“All right,” said I. “That will suit me quite well. Make out your paper in duplicate, and we will both sign. Of course, you must put in a clause guaranteeing title, and allowing the deed to be made with the approval of my solicitor, not as to value, but as to form and completeness.

“That’s fair!” he said, and sat down to draw up his papers. He was evidently a bit of a lawyer—a gombeen man must be—and he knew the practical matters of law affecting things in which he was himself interested. His Memorandum of Agreement was, so far as I could judge, quite complete and as concise as possible. He designated the land sold, and named the price which was to be paid into the account in his name in the Galway Bank before twelve o’clock noon on the 27th September, or which might be paid in at an earlier date, with the deduction of two per cent. per annum as discount—in which case the receipt was to be given in full and an undertaking to give possession at the appointed time, namely Wednesday, 27 Oct., at 12 noon.

We both signed the memorandum, he having sent the old woman who came up from the village to cook for him for the old schoolmaster to witness the signatures. I arranged that when I should have seen my solicitor and have had the deed proper drafted, I would see him again. I then came away, and got back at the hotel a little while before Dick arrived.

Dick was in great spirits; his experiment with the bog had been quite successful. The cutting had advanced so far that the clay wall hemming in the bog was actually weakened, and with a mining cartridge, prepared for the purpose, he had blown up the last bit of bank remaining. The bog had straightway begun to pour into the opening, not merely from the top, but simultaneously to the whole depth of the cutting.

“The experience of that first half-hour of the rush,” went on Dick, “was simply invaluable. I do wish you had been there, old fellow. It was in itself a lesson on bogs and their reclamation.”
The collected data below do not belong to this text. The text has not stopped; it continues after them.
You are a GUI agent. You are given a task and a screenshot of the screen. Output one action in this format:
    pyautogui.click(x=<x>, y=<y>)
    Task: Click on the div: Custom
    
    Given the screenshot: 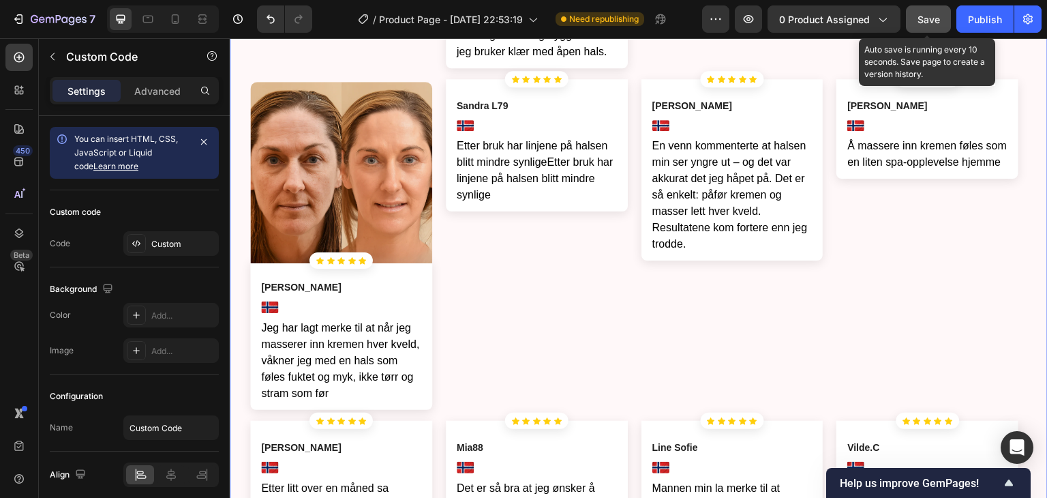 What is the action you would take?
    pyautogui.click(x=183, y=244)
    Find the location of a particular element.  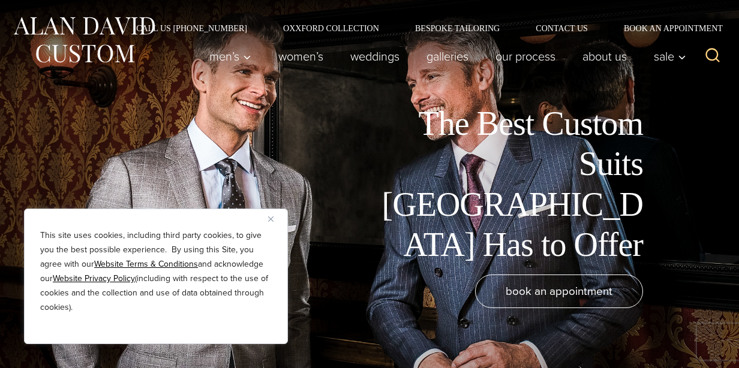

a: book an appointment is located at coordinates (559, 292).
It just suited my purpose that he should do all the talking at present, so I asked him to explain all that happened. He went on:—

“The moment the cartridge exploded the whole of the small clay bank remaining was knocked to bits and was carried away by the first rush. There had evidently been a considerable accumulation of water just behind the bank; and at the first rush this swept through the cutting and washed it clean. Then the bog at the top, and the water in the middle, and the ooze below all struggled for the opening. I could see that the soft part of the bog actually floated. Naturally the water got away first. The bog proper, which was floating, jammed in the opening, and the ooze began to drain out below it. Of course, this was only the first rush; it will be running for days before things begin to settle; and then we shall be able to make some openings in the bog and see if my theories are tenable, in so far as the solidification is concerned. I am only disappointed in one thing.”

“What is that?”

“That it will not enlighten us much regarding the bog at Shleenanaher, for I cannot find any indication here of a shelf of rock such as I imagine to be at the basis of the shifting bog. If I had had time I would like to have made a cutting into some of the waste where the bog had originally been. I daresay that Joyce would let me try now if I asked him.”